Methodology

How every number is calculated

The credibility of this index rests entirely on transparency. Nothing here is a black box: the rules below, the source data, and the code fully determine every figure.

1. Evidence ledger first, index second

We do not keep a flat date, company, tokens/day table. Disclosures are heterogeneous: “monthly tokens,” “fiscal-year tokens,” API-only, router pass-through, app-level consumption. So we store observations that preserve exactly what each source said, then derive the series from them.

  • Unit: everything is converted to trillions of tokens per day (monthly ÷ 30.44, yearly ÷ 365.25).
  • Date: each observation is anchored to the midpoint of its reporting period, never the announcement date. A “980T in July 2025” disclosure sits in July 2025.

2. Two ledgers, never mixed in a headline

Supply

Who processed the tokens: Google, OpenAI, Microsoft Foundry, Fireworks, the China aggregate.

Demand

Who generated the demand: Harvey, Cursor, consumer apps. These tokens are also served by supply providers.

Router

Pass-through (OpenRouter), served by the supply-side providers, so it would double-count if summed in.

Demand and router tokens are already served by supply providers, so summing across ledgers double-counts. The reported floor sums supply + national-aggregate only.

3. Overlap handling: the double-count trap

Two explicit fields resolve overlap by human judgment, not silent summation: contained_in (an observation’s superset) and include_in_floor. The floor sums only the curated, non-overlapping set.

Worked example. China’s National Data Bureau aggregate (140 T/day) already contains ByteDance/Doubao (120 T/day). Doubao is therefore marked contained_in the aggregate and excluded from the floor. Summing them would invent 120 T/day of phantom usage.

4. Estimated band (layer 2)

Above the floor sit estimates for names with no usable disclosure, each by the method that fits its business: revenue-implied for usage-billed providers, usage-implied for free/consumer surfaces. They are additive (none duplicate a floor row), low-confidence, and every assumption is recorded. See the estimates →

5. Compute-implied capacity (layer 3)

An independent cross-check from the hardware side, bounding demand without reference to any disclosure or revenue figure:

capacity = accelerators × tokens/sec/accelerator × inference_fraction × utilization × 86,400
ParameterLowMidHighBasis
Accelerator installed base
million_h100_equiv
12 16 20 Epoch AI: operational ~15-16M H100e end-2025 (~20M cumulative sold)
Throughput per accelerator
tokens_per_sec
1500 2500 5000 NVIDIA InferenceMAX + Artificial Analysis (H200 ~2.5k/GPU; B200 6-10k) normalized per H100-equivalent
Inference fraction
fraction
0.40 0.50 0.65 NVIDIA CFO ~40% of data-center revenue is inference (FY24); McKinsey >50% of AI compute by 2030
Utilization
fraction
0.25 0.40 0.50 FlexPipe production trace 29% median / 43% mean GPU util; Meta Llama-3 MFU ~40%
Capacity (T/day) 156 691 2,808 low/high compound extreme assumptions

The point is triangulation, not a precise capacity number:

  • Demand is physically comfortable. The estimated total (~329.8 T/day) is only ~48% of mid-case capacity, consistent with much of the fleet on training/idle and the floor being a lower bound.
  • The models constrain each other. The reported floor (300.1 T/day, a hard fact) exceeds the low-capacity scenario (156), so the all-pessimistic hardware assumptions are physically impossible and get ruled out.

Sourcing discipline

Every observation carries a source and (where captured) an archived snapshot, because disclosures move, get edited, or vanish. Numbers are re-verified on a dated pass; see the verified_date column in the data. The full method also lives in the repo’s methodology/methodology.md.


## PROBLEM STATEMENT
Say how many lines in the records contain the string "span". Nothing but the number should be given.

## DATASET EXTRACT

══════════════════════════════

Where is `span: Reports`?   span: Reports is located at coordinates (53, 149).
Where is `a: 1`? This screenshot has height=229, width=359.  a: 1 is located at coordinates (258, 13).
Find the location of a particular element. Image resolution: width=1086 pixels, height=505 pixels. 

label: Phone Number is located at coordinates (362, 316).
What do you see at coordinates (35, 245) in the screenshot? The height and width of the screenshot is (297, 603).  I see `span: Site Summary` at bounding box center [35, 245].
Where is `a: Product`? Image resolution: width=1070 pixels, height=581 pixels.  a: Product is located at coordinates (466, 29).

══════════════════════════════

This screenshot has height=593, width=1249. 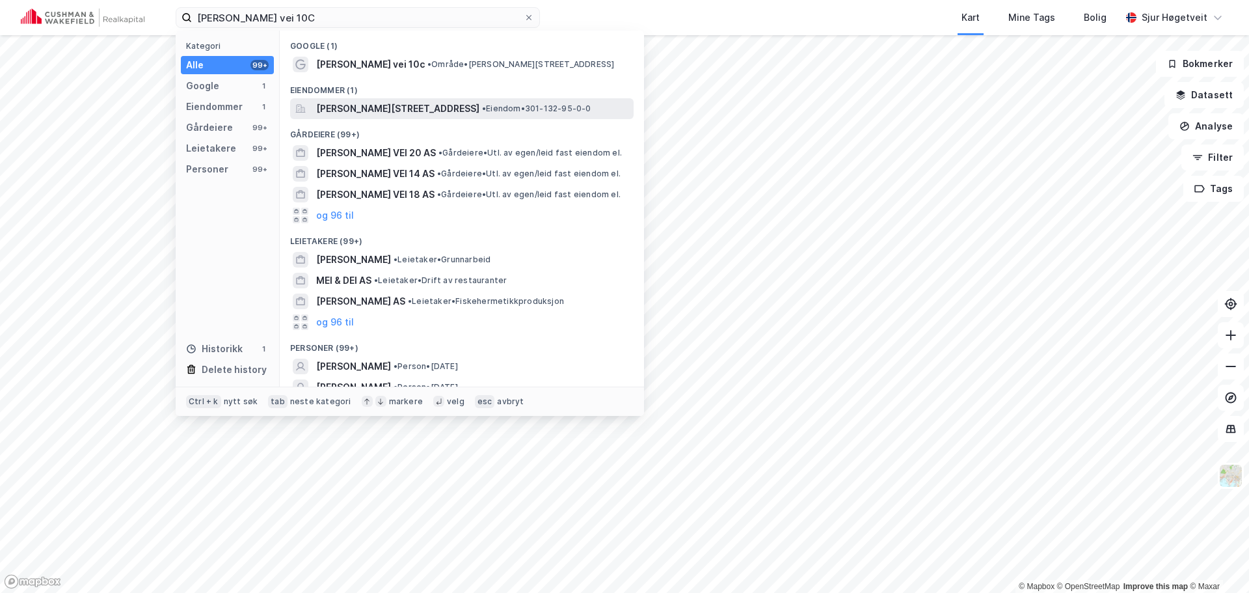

══════════════════════════════

## COMPLETED TASK
2